Japanese occupation was almost as brutal as the turn-of-the-century US colonization and “pacification” of the Philippines when 200,000 people were slaughtered. In 1943, one year after defeating US forces and occupying the island, Japan had set up its puppet “Philippine Republic” and received the collaborative support of the Philippine capitalists and landowners. Its brutality had generated a powerful anti-Japanese guerrilla movement which reflected the determination of the Philippine masses to throw off all forms of imperialist domination.

In 1934 the United States had scheduled the Philippines for “independence” in 1946. While this promise continued to be maintained, it was combined with the Roosevelt administration’s denunciations of Japanese atrocities, and pledges to arrest and put Philippine collaborators on trial.

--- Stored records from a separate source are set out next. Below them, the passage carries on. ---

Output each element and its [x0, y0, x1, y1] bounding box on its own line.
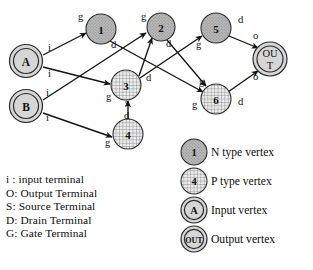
vertex-label: 2 [158, 22, 164, 34]
edge-A-3 [43, 67, 110, 84]
vertex-label-line2: T [267, 60, 274, 71]
legend-term-output: O: Output Terminal [6, 187, 156, 201]
legend-sample-label: OUT [185, 236, 203, 245]
edge-3-2 [139, 38, 152, 76]
vertex-label: A [22, 56, 31, 68]
edge-label: d [124, 110, 130, 121]
n-type-vertex-icon: 1 [180, 138, 210, 166]
vertex-A[interactable]: A [10, 45, 43, 78]
vertex-label: B [22, 101, 30, 113]
vertex-5[interactable]: 5 [201, 13, 231, 43]
vertex-label: 6 [213, 94, 219, 106]
edge-label: d [238, 96, 244, 107]
vertex-6[interactable]: 6 [201, 84, 231, 114]
legend-key-label: N type vertex [210, 146, 274, 159]
edge-label: d [111, 39, 117, 50]
legend-key-input: A Input vertex [180, 196, 313, 224]
legend-sample-label: 4 [191, 176, 197, 187]
vertex-label: 1 [98, 24, 104, 36]
vertex-3[interactable]: 3 [111, 70, 141, 100]
output-vertex-icon: OUT [180, 225, 210, 253]
legend-term-input: i : input terminal [6, 173, 156, 187]
vertex-label-line1: OU [262, 48, 278, 59]
diagram-root: 1 2 5 3 6 4 [0, 0, 313, 270]
vertex-4[interactable]: 4 [113, 119, 143, 149]
edge-label: g [192, 99, 198, 110]
terminal-legend: i : input terminal O: Output Terminal S:… [6, 173, 156, 241]
edges-layer [43, 33, 258, 137]
legend-key-n-type: 1 N type vertex [180, 138, 313, 166]
vertex-2[interactable]: 2 [147, 13, 175, 41]
edge-label: i [46, 87, 49, 98]
legend-key-label: Input vertex [210, 204, 267, 217]
vertex-label: 5 [213, 23, 219, 35]
edge-label: g [105, 137, 111, 148]
edge-label: d [238, 14, 244, 25]
vertex-label: 4 [125, 129, 131, 141]
legend-term-drain: D: Drain Terminal [6, 214, 156, 228]
vertex-type-legend: 1 N type vertex 4 P type vertex A [180, 138, 313, 254]
legend-key-label: Output vertex [210, 233, 275, 246]
legend-key-output: OUT Output vertex [180, 225, 313, 253]
edge-label: i [46, 112, 49, 123]
legend-sample-label: A [190, 205, 198, 216]
vertex-label: 3 [123, 80, 129, 92]
legend-key-p-type: 4 P type vertex [180, 167, 313, 195]
edge-label: s [125, 97, 129, 108]
edge-label: o [253, 30, 258, 41]
edge-label: d [166, 38, 172, 49]
edge-label: g [106, 91, 112, 102]
edge-label: i [48, 42, 51, 53]
legend-term-source: S: Source Terminal [6, 200, 156, 214]
legend-term-gate: G: Gate Terminal [6, 227, 156, 241]
edge-label: g [141, 11, 147, 22]
edge-B-4 [43, 113, 112, 137]
legend-key-label: P type vertex [210, 175, 272, 188]
input-vertex-icon: A [180, 196, 210, 224]
p-type-vertex-icon: 4 [180, 167, 210, 195]
edge-label: g [78, 11, 84, 22]
edge-label: g [196, 39, 202, 50]
edge-label: d [146, 72, 152, 83]
legend-sample-label: 1 [191, 147, 196, 158]
edge-label: g [199, 76, 205, 87]
edge-label: i [48, 68, 51, 79]
edge-label: o [253, 71, 258, 82]
vertex-B[interactable]: B [10, 90, 43, 123]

This attempt to bring the Philippine revolution under US control was primarily aided by the Philippine Communist Party, which heralded Stalin’s popular front alliance with Allied imperialism. During the invasion, MacArthur gave aid to the guerrillas. But after the invasion, he would disarm and arrest them, exonerate the collaborators and place them back in power. MacArthur had prewar ties to many of the Philippine elite. Just before he abandoned the Philippines in the wake of the 1941 Japanese invasion, he had received a half-million-dollar gift from then-President Manuel Quezon.

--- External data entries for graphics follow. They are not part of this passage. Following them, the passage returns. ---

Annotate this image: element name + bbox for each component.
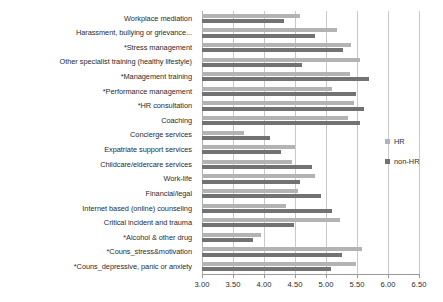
bar-hr xyxy=(202,101,354,105)
category-axis-labels: Workplace mediationHarassment, bullying … xyxy=(0,11,196,274)
bar-hr xyxy=(202,233,261,237)
bar-non-hr xyxy=(202,165,312,169)
category-label: Childcare/eldercare services xyxy=(0,157,196,172)
x-tick xyxy=(326,274,327,278)
bar-hr xyxy=(202,131,244,135)
x-tick xyxy=(419,274,420,278)
category-label: *Couns_depressive, panic or anxiety xyxy=(0,259,196,274)
bar-group xyxy=(202,113,419,128)
category-label: Workplace mediation xyxy=(0,11,196,26)
bar-non-hr xyxy=(202,180,300,184)
bar-hr xyxy=(202,72,350,76)
bar-group xyxy=(202,26,419,41)
x-tick xyxy=(295,274,296,278)
category-label: Harassment, bullying or grievance... xyxy=(0,26,196,41)
bar-non-hr xyxy=(202,107,364,111)
bar-group xyxy=(202,40,419,55)
bar-group xyxy=(202,99,419,114)
x-tick-label: 5.00 xyxy=(319,280,334,289)
bar-non-hr xyxy=(202,48,343,52)
x-tick-label: 3.50 xyxy=(226,280,241,289)
bar-hr xyxy=(202,58,360,62)
bar-non-hr xyxy=(202,77,369,81)
bar-group xyxy=(202,11,419,26)
x-axis-tick-labels: 3.003.504.004.505.005.506.006.50 xyxy=(0,280,443,294)
bar-non-hr xyxy=(202,136,270,140)
bar-non-hr xyxy=(202,19,284,23)
category-label: *Couns_stress&motivation xyxy=(0,245,196,260)
bar-hr xyxy=(202,145,295,149)
bar-hr xyxy=(202,262,356,266)
bar-non-hr xyxy=(202,267,331,271)
bar-non-hr xyxy=(202,121,360,125)
bar-hr xyxy=(202,87,332,91)
category-label: Internet based (online) counseling xyxy=(0,201,196,216)
category-label: Concierge services xyxy=(0,128,196,143)
legend-swatch-icon-non-hr xyxy=(385,159,390,164)
x-tick-label: 4.00 xyxy=(257,280,272,289)
category-label: Expatriate support services xyxy=(0,142,196,157)
bar-group xyxy=(202,230,419,245)
bar-non-hr xyxy=(202,150,281,154)
x-tick xyxy=(264,274,265,278)
bar-group xyxy=(202,69,419,84)
bar-hr xyxy=(202,204,286,208)
bar-group xyxy=(202,245,419,260)
bar-non-hr xyxy=(202,223,294,227)
legend: HR non-HR xyxy=(385,137,443,177)
bar-group xyxy=(202,259,419,274)
x-tick xyxy=(388,274,389,278)
bar-non-hr xyxy=(202,209,332,213)
category-label: *HR consultation xyxy=(0,99,196,114)
bar-group xyxy=(202,201,419,216)
bar-non-hr xyxy=(202,63,302,67)
bar-hr xyxy=(202,116,348,120)
category-label: *Performance management xyxy=(0,84,196,99)
bar-chart: Workplace mediationHarassment, bullying … xyxy=(0,0,443,302)
bar-non-hr xyxy=(202,34,315,38)
bar-group xyxy=(202,55,419,70)
x-tick-label: 4.50 xyxy=(288,280,303,289)
bar-non-hr xyxy=(202,238,253,242)
bar-hr xyxy=(202,247,362,251)
bar-hr xyxy=(202,189,298,193)
bar-hr xyxy=(202,174,315,178)
bar-non-hr xyxy=(202,253,342,257)
category-label: *Stress management xyxy=(0,40,196,55)
x-tick-label: 6.00 xyxy=(381,280,396,289)
category-label: Financial/legal xyxy=(0,186,196,201)
bar-hr xyxy=(202,160,292,164)
category-label: *Alcohol & other drug xyxy=(0,230,196,245)
x-tick xyxy=(357,274,358,278)
x-tick xyxy=(233,274,234,278)
bar-group xyxy=(202,186,419,201)
bar-hr xyxy=(202,14,300,18)
category-label: Work-life xyxy=(0,172,196,187)
x-tick-label: 3.00 xyxy=(195,280,210,289)
category-label: Coaching xyxy=(0,113,196,128)
x-tick xyxy=(202,274,203,278)
bar-hr xyxy=(202,218,340,222)
category-label: Other specialist training (healthy lifes… xyxy=(0,55,196,70)
legend-item-non-hr[interactable]: non-HR xyxy=(385,157,443,166)
bar-non-hr xyxy=(202,92,356,96)
category-label: *Management training xyxy=(0,69,196,84)
x-tick-label: 5.50 xyxy=(350,280,365,289)
bar-non-hr xyxy=(202,194,321,198)
bar-group xyxy=(202,216,419,231)
legend-label-non-hr: non-HR xyxy=(394,157,419,166)
legend-item-hr[interactable]: HR xyxy=(385,137,443,146)
bar-hr xyxy=(202,28,337,32)
bar-hr xyxy=(202,43,351,47)
category-label: Critical incident and trauma xyxy=(0,216,196,231)
legend-swatch-icon-hr xyxy=(385,139,390,144)
x-tick-label: 6.50 xyxy=(412,280,427,289)
bar-group xyxy=(202,84,419,99)
legend-label-hr: HR xyxy=(394,137,405,146)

100 years ago: US Congress passes Volstead Act to begin Prohibition

On October 27, 1919, the US House of Representatives passed the Volstead Act, formally known as the National Prohibition Act, which effectively illegalized alcoholic beverages. The Senate passed the bill the next day. On January 16, 1919, two-thirds of the US States had ratified the 18th Amendment to the Constitution, which banned the “manufacture, sale, or transportation of intoxicating liquors.” President Wilson had initially vetoed the act, but Congress was able to override the veto. The legislation went into effect on January 17, 1920.

Neither the Volstead Act nor the 18th Amendment prohibited individual purchase or consumption of alcoholic beverages, and the Volstead Act made provision for the scientific, industrial and religious use of alcohol.

The act and amendment were the product of decades of campaigning by evangelical Christians, capitalizing on popular revulsion over the abuse of alcohol. As Upton Sinclair noted of America in his 1906 novel of the meatpacking industry, The Jungle, “there are a few other things that are great among us including our drink-bill.”

Prohibition, as it came to be known, which lasted until 1932 when the 18th Amendment was repealed by the 21st Amendment, decreased alcohol consumption and alcohol-related diseases such as cirrhosis of the liver, according to statistics.

At the same time, it had a huge and negative cultural impact on the United States by driving the alcohol trade and sales underground. It was a boon for organized crime, which flourished in the 1920s. Many a fortune was made of “bootlegging,” and mobsters controlled establishments (“speakeasies”) where alcohol could be illegally obtained. Alcohol was often of poor (or deadly) quality, and was frequently mixed with other substances, giving rise to the cocktail as a popular drink. The police apparatus, particularly the Federal Bureau of Investigation, honed its skills in surveillance and repression by its war on organized crime.